I'll get to the details. But if you remember nothing else, remember those three.

The SY0-701 at a glance

Ninety minutes. Up to 90 questions, a mix of multiple-choice and performance-based (PBQs). Passing score is 750 out of 900, which works out to roughly 83%.

Five domains, weighted like this:

  • Security Operations — 28%
  • Threats, Vulnerabilities, and Mitigations — 22%
  • Security Program Management and Governance — 20%
  • Security Architecture — 18%
  • General Security Concepts — 12%

Half the exam is Security Operations and Threats/Vulnerabilities together. Walk in strong on those two domains and you've got a real shot even if another domain is shaky. The inverse also holds — candidates who overindex on Security Architecture (because it's interesting) and underinvest in Security Operations (because it feels broad and administrative) fail more often than they should.

Start with a diagnostic, not a study guide

This is the step people skip most, and it's the one I'd argue is most worth doing.

Without a domain-level baseline, your first two weeks will feel productive without moving your score. I've worked with people who spent five weeks deep-diving cryptography because it's the part they find most interesting, then realized in week six that they'd barely touched Governance — which is 20% of the exam and a domain they were starting at maybe 40% in.
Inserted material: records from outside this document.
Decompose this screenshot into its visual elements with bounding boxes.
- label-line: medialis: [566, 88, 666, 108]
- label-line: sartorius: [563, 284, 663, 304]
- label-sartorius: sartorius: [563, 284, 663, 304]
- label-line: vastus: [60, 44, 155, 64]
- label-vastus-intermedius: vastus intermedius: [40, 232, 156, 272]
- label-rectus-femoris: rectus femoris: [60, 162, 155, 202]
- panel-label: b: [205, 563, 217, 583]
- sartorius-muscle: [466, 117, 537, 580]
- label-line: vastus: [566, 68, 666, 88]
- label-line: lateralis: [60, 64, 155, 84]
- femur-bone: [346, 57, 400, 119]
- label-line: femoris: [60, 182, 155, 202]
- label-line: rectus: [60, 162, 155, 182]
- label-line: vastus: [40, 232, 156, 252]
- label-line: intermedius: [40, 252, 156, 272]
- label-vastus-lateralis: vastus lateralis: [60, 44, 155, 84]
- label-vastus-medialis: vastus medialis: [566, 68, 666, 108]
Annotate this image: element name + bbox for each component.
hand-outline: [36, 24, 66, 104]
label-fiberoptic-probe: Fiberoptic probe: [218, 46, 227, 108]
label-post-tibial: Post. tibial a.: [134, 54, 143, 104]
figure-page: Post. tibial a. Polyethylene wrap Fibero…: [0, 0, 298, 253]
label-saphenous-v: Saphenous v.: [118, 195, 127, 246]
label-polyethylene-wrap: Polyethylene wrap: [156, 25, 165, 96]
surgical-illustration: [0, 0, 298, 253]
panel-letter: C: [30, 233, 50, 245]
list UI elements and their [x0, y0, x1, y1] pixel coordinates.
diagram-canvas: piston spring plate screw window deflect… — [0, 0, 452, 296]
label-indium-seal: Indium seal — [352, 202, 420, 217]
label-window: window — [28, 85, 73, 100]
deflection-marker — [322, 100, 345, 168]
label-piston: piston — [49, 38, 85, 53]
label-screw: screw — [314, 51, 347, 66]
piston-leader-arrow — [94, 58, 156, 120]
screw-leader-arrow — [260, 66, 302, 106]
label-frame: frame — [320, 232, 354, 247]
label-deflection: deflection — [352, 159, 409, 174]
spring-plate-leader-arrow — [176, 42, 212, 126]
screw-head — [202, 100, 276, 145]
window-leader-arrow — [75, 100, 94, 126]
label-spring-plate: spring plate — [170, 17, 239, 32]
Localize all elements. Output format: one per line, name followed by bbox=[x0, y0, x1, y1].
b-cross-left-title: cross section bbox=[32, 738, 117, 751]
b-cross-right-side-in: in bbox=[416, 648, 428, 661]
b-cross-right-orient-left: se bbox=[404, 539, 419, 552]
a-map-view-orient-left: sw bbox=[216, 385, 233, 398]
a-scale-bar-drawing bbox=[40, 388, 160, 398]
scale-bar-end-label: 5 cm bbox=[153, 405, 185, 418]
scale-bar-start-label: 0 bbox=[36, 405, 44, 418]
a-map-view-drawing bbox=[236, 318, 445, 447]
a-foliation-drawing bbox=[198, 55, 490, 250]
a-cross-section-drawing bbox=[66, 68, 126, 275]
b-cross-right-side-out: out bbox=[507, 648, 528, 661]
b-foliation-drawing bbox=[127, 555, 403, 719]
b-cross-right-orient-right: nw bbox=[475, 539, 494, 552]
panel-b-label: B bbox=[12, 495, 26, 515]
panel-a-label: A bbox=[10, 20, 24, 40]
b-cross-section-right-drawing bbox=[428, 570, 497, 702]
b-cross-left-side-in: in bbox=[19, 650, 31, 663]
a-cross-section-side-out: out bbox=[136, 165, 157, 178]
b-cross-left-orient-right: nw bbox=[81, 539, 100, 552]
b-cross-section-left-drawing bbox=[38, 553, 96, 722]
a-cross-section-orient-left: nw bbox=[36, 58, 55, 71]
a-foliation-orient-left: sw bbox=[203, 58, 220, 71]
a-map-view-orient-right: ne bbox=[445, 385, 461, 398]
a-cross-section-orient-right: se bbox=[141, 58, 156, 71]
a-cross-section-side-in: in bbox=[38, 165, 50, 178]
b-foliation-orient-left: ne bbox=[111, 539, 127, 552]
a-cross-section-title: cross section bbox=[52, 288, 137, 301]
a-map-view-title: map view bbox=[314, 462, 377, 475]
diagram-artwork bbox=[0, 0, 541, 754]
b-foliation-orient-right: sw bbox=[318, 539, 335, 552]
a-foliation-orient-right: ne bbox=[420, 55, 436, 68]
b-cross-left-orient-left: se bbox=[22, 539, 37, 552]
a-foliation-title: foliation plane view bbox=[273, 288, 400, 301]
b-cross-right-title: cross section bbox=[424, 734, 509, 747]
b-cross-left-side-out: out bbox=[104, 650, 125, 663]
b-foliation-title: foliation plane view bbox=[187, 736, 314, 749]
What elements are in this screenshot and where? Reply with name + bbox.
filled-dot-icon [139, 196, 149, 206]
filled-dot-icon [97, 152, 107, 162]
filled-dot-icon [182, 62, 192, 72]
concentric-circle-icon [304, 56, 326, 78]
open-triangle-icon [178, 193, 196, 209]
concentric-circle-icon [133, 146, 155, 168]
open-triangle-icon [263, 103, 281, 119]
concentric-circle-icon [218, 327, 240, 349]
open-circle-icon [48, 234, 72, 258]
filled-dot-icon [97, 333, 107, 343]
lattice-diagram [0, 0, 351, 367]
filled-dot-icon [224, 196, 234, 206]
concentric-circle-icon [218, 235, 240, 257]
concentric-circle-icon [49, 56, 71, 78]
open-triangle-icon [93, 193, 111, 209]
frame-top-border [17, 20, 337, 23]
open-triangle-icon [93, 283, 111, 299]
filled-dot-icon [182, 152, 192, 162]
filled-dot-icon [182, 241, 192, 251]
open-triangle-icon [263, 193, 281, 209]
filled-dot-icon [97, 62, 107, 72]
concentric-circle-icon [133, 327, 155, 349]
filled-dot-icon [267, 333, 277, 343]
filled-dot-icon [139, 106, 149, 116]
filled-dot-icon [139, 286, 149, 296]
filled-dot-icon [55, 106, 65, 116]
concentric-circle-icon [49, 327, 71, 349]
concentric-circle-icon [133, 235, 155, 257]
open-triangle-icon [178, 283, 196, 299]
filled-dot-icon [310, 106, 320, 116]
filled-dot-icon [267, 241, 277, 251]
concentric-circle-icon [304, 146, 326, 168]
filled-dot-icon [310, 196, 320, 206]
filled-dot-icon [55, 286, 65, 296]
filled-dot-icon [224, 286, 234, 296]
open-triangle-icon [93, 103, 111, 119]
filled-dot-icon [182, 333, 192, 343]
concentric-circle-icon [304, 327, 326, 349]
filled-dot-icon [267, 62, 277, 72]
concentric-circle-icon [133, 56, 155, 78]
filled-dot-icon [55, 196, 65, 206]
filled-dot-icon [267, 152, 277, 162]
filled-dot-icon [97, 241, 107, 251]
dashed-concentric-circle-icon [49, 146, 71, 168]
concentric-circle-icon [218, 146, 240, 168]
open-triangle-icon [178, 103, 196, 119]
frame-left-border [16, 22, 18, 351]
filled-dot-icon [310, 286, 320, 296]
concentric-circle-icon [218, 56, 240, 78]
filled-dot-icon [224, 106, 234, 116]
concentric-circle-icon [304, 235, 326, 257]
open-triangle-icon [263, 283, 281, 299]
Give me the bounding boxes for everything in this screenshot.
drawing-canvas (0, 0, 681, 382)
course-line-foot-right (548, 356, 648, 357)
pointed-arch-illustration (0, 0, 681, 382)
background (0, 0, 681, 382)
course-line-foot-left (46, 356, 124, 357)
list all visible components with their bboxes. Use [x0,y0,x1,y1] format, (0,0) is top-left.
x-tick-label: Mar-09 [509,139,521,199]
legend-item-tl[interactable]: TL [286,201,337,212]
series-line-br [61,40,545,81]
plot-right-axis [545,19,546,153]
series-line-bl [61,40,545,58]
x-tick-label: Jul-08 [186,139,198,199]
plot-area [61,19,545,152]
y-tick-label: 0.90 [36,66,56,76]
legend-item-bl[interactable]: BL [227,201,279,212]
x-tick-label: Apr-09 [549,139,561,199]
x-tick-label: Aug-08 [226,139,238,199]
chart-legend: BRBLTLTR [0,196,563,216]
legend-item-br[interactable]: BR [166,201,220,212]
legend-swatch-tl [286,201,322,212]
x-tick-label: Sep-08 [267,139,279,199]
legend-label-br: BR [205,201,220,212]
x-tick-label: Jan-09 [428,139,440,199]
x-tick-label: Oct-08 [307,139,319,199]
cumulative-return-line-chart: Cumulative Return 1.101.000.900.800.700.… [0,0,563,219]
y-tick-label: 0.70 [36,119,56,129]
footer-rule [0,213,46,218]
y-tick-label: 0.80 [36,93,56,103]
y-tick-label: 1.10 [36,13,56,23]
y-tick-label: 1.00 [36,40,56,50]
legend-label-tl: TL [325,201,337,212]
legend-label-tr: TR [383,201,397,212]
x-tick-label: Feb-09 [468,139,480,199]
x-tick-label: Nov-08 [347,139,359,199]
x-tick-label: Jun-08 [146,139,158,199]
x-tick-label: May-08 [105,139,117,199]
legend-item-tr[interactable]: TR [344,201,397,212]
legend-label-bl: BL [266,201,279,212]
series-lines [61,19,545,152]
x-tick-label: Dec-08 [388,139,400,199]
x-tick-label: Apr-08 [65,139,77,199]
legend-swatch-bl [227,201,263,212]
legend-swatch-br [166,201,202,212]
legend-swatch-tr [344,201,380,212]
They didn't have a knowledge problem. They had a targeting problem.

A diagnostic gives you a score per domain. That's all you need to build a study plan that actually matches where you are. If you're already at 75% on Architecture, you don't need four weeks on it. Spend those weeks where you're at 45%.

A reasonable study plan

For a working professional with some IT background, 6-8 weeks is the right range. Less and you're gambling on already knowing most of it. More than about 10-12 weeks and momentum becomes the problem — people trying to stretch prep across 16 weeks usually drop off around week 9 and never come back.

A 7-week plan that respects the exam weights looks roughly like:

  • Weeks 1-2: General Security Concepts plus the first half of Threats/Vulnerabilities. Revisit diagnostic weak spots in parallel.
  • Weeks 3-4: Finish Threats/Vulnerabilities, start Security Operations.
  • Week 5: Finish Security Operations and start Security Architecture. Security Ops is the biggest domain — give it the most time.
  • Week 6: Security Program Management and Governance. Don't skimp.
  • Week 7: Full-length practice tests, targeted review on weak areas, a couple of days of just rest before the exam.

Adjust based on your diagnostic. Experienced SOC analyst? You can probably collapse Security Operations into a single week and spend the saved time on Governance. Career-changer with no ops background? Extend to 9 weeks and give Security Operations its own dedicated chunk.

The practice test rule almost nobody follows

OK, here's the thing I most want you to remember.

Most candidates treat practice tests the way they treated tests in school — take it, see the score, feel good or bad, move on. That's wrong. Practice tests aren't progress reports. They're study materials. The test itself is maybe 20% of the value. The other 80% is the review afterward.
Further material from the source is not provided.